VDL Research House II, Silver Lake (Richard Neutra with Dion Neutra, 1964-66)
Guided tour
Modern master Richard Neutra designed this home and office with his son Dion after the first home on the site was destroyed by fire in 1963. The house teems with technical innovations and manifests Neutra's various ideas for sustainable, and sociologically responsible, architecture -- particularly integrating man with nature and addressing the practical realities of living in a dense urban environment.

Hemphill Diesel School (Capitol Studios), Glassell Park
(Architect unknown for original building, 1923; remodel: Norstrom and Anderson Architects, with Myer Bros. Engineer, 1932-36)
Gallery stop: one year in la/David E. Stone Gallery
This modest yet striking example of industrial art deco features a richly detailed relief spanning the entire facade of the building, depicting trains, planes, ships, highways, and zeppelins. Formerly a mechanics school and recording studio, today it houses arts-related studios as well as one year in la, an art gallery featuring the work of David E. Stone.

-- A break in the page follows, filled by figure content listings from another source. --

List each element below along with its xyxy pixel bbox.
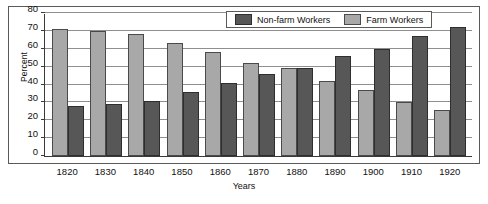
bar-nonfarm-1820 <box>68 106 84 156</box>
bar-farm-1900 <box>358 90 374 156</box>
bar-farm-1830 <box>90 31 106 156</box>
y-tick-50: 50 <box>8 56 42 67</box>
bar-farm-1890 <box>319 81 335 156</box>
y-axis-tick-labels: 01020304050607080 <box>8 6 42 164</box>
bar-farm-1870 <box>243 63 259 156</box>
bar-farm-1840 <box>128 34 144 156</box>
bar-group-1920 <box>431 14 469 156</box>
legend-label: Non-farm Workers <box>257 15 330 25</box>
x-tick-1860: 1860 <box>201 166 239 177</box>
chart-legend: Non-farm WorkersFarm Workers <box>226 11 432 28</box>
x-tick-1840: 1840 <box>125 166 163 177</box>
axis-tick-80 <box>41 12 45 13</box>
legend-label: Farm Workers <box>366 15 423 25</box>
bar-farm-1910 <box>396 102 412 156</box>
x-axis-tick-labels: 1820183018401850186018701880189019001910… <box>44 166 472 177</box>
x-tick-1900: 1900 <box>354 166 392 177</box>
bar-farm-1850 <box>167 43 183 156</box>
x-tick-1920: 1920 <box>431 166 469 177</box>
bar-nonfarm-1920 <box>450 27 466 156</box>
x-tick-1910: 1910 <box>392 166 430 177</box>
y-tick-40: 40 <box>8 74 42 85</box>
bar-farm-1860 <box>205 52 221 156</box>
bar-nonfarm-1890 <box>335 56 351 156</box>
bar-group-1880 <box>278 14 316 156</box>
x-tick-1880: 1880 <box>278 166 316 177</box>
bar-group-1840 <box>125 14 163 156</box>
bar-group-1900 <box>355 14 393 156</box>
bar-group-1890 <box>316 14 354 156</box>
bar-nonfarm-1880 <box>297 68 313 156</box>
bar-group-1820 <box>49 14 87 156</box>
x-axis-label: Years <box>0 181 488 191</box>
x-tick-1830: 1830 <box>86 166 124 177</box>
bar-group-1830 <box>87 14 125 156</box>
x-tick-1850: 1850 <box>163 166 201 177</box>
x-tick-1820: 1820 <box>48 166 86 177</box>
legend-swatch-nonfarm-icon <box>235 14 252 25</box>
legend-item-nonfarm: Non-farm Workers <box>235 14 330 25</box>
bar-nonfarm-1910 <box>412 36 428 156</box>
legend-swatch-farm-icon <box>344 14 361 25</box>
x-tick-1870: 1870 <box>239 166 277 177</box>
plot-area <box>44 14 472 157</box>
chart-screenshot: Percent 01020304050607080 18201830184018… <box>0 0 488 204</box>
y-tick-80: 80 <box>8 3 42 14</box>
y-tick-0: 0 <box>8 146 42 157</box>
bar-nonfarm-1830 <box>106 104 122 156</box>
y-tick-10: 10 <box>8 128 42 139</box>
bar-group-1870 <box>240 14 278 156</box>
bar-nonfarm-1900 <box>374 49 390 156</box>
bar-farm-1920 <box>434 110 450 156</box>
bar-group-1910 <box>393 14 431 156</box>
bar-group-1850 <box>164 14 202 156</box>
bar-farm-1820 <box>52 29 68 156</box>
x-tick-1890: 1890 <box>316 166 354 177</box>
bar-group-1860 <box>202 14 240 156</box>
y-tick-20: 20 <box>8 110 42 121</box>
bar-farm-1880 <box>281 68 297 156</box>
bar-nonfarm-1850 <box>183 92 199 156</box>
y-tick-60: 60 <box>8 38 42 49</box>
bar-groups <box>45 14 472 156</box>
bar-nonfarm-1860 <box>221 83 237 156</box>
bar-nonfarm-1840 <box>144 101 160 156</box>
y-tick-30: 30 <box>8 92 42 103</box>
bar-nonfarm-1870 <box>259 74 275 156</box>
legend-item-farm: Farm Workers <box>344 14 423 25</box>
y-tick-70: 70 <box>8 20 42 31</box>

Music Center, downtown L.A. (Welton Becket and Associates, 1964-67)
Guided tour co-presented by the Music Center Symphonians
The Music Center combines three interrelated theaters designed in the new formalist style, mixing elements of classical and modernist architecture. These 'temples to culture' are arranged on a sweeping plaza at the top of a rise overlooking the Civic Center.

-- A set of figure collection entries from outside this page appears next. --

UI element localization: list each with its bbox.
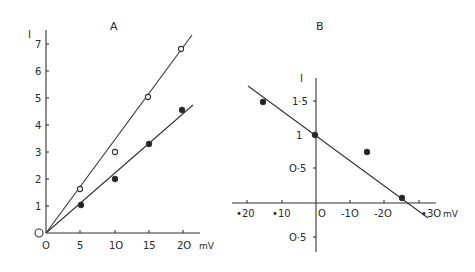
svg-text:1: 1 xyxy=(35,201,41,212)
svg-text:-1O: -1O xyxy=(341,208,359,219)
svg-text:7: 7 xyxy=(35,39,41,50)
chart-a-fit-line-filled xyxy=(46,105,193,233)
svg-text:15: 15 xyxy=(143,240,156,251)
svg-text:1·5: 1·5 xyxy=(292,96,308,107)
svg-text:•10: •10 xyxy=(272,208,291,219)
chart-a-x-unit: mV xyxy=(199,241,215,251)
chart-b xyxy=(232,78,436,252)
svg-text:5: 5 xyxy=(35,93,41,104)
svg-text:1O: 1O xyxy=(109,240,123,251)
chart-a xyxy=(35,30,200,237)
chart-a-y-label: I xyxy=(28,29,31,40)
svg-text:O: O xyxy=(42,240,50,251)
chart-b-x-unit: mV xyxy=(443,209,459,219)
svg-text:-2O: -2O xyxy=(374,208,392,219)
chart-a-fit-line-open xyxy=(46,35,192,233)
svg-text:O·5: O·5 xyxy=(289,163,306,174)
figure-canvas: A I 1 2 3 4 5 6 7 O 5 1O 15 2O mV xyxy=(0,0,475,272)
svg-text:5: 5 xyxy=(77,240,83,251)
chart-b-y-label: I xyxy=(300,73,303,84)
svg-text:2O: 2O xyxy=(177,240,191,251)
svg-text:•3O: •3O xyxy=(421,208,441,219)
chart-a-labels: A I 1 2 3 4 5 6 7 O 5 1O 15 2O mV xyxy=(28,20,215,251)
chart-a-series-filled xyxy=(78,107,184,207)
chart-a-origin-marker xyxy=(35,229,43,237)
chart-b-labels: B I 1·5 1 O·5 O·5 •20 •10 O -1O -2O •3O … xyxy=(236,20,459,243)
svg-text:1: 1 xyxy=(296,130,302,141)
chart-a-title: A xyxy=(110,20,118,33)
svg-text:3: 3 xyxy=(35,147,41,158)
svg-text:2: 2 xyxy=(35,174,41,185)
svg-text:O·5: O·5 xyxy=(289,232,306,243)
svg-text:•20: •20 xyxy=(236,208,255,219)
svg-text:4: 4 xyxy=(35,120,41,131)
svg-text:O: O xyxy=(318,208,326,219)
chart-b-title: B xyxy=(316,20,324,33)
svg-text:6: 6 xyxy=(35,66,41,77)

Union Oil Center (now Los Angeles Center Studios), downtown L.A.
(William Pereira and Charles Luckman, 1958)
Check-in site; Will Call site; guided lobby tour
A 12-story diamond-shaped tower, covered by an extensive grid of thin aluminum louvers screening the east and west facades from sunlight, dominates this office complex. The tower building's lobby is largely intact, with black marble terrazzo floors and glass and aluminum walls.

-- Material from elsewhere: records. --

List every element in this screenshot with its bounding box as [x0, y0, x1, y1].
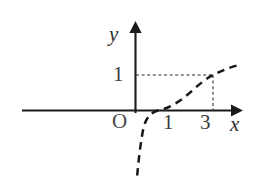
- x-tick-label-1: 1: [163, 112, 174, 133]
- y-tick-label-1: 1: [113, 64, 124, 85]
- y-axis-arrowhead: [129, 21, 141, 33]
- log-curve: [137, 65, 240, 176]
- coordinate-plot-svg: [0, 0, 257, 184]
- y-axis: [129, 21, 141, 113]
- y-axis-label: y: [109, 24, 118, 45]
- x-tick-label-3: 3: [200, 112, 211, 133]
- origin-label: O: [112, 111, 127, 132]
- math-figure: y x 1 O 1 3: [0, 0, 257, 184]
- x-axis-label: x: [230, 114, 239, 135]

Coca-Cola Bottling Company (Robert V. Derrah, 1936-37)
Photo op; coupon
The Coca-Cola bottling plant is considered to be one of the finest streamline moderne buildings in the nation, and it certainly is one of the most playful. Crafted from five existing buildings, the building resembles an ocean liner inside and out, complete with portholes and arched doorways.

Museum of Neon Art, downtown L.A.
Museum open and free to 20/20/20 ticket holders
Founded in 1981, the Museum of Neon Art (MONA) celebrates many forms of electric media. Located right across the street from the former Packard dealership that displayed the nation's first neon sign, MONA has an enormous collection that includes Hollywood's historic "Brown Derby" neon hat and a striking "Sears" sign donated by longtime ModCom member Charles Phoenix.

World's Oldest McDonalds, Downey (Stanley C. Meston, 1953)
Coupon
With its 30-foot-high parabolic arches (originally outlined in flashing pink neon) and red-and-white "candy stripe" tile, this iconic structure exemplifies the company that changed how America ate.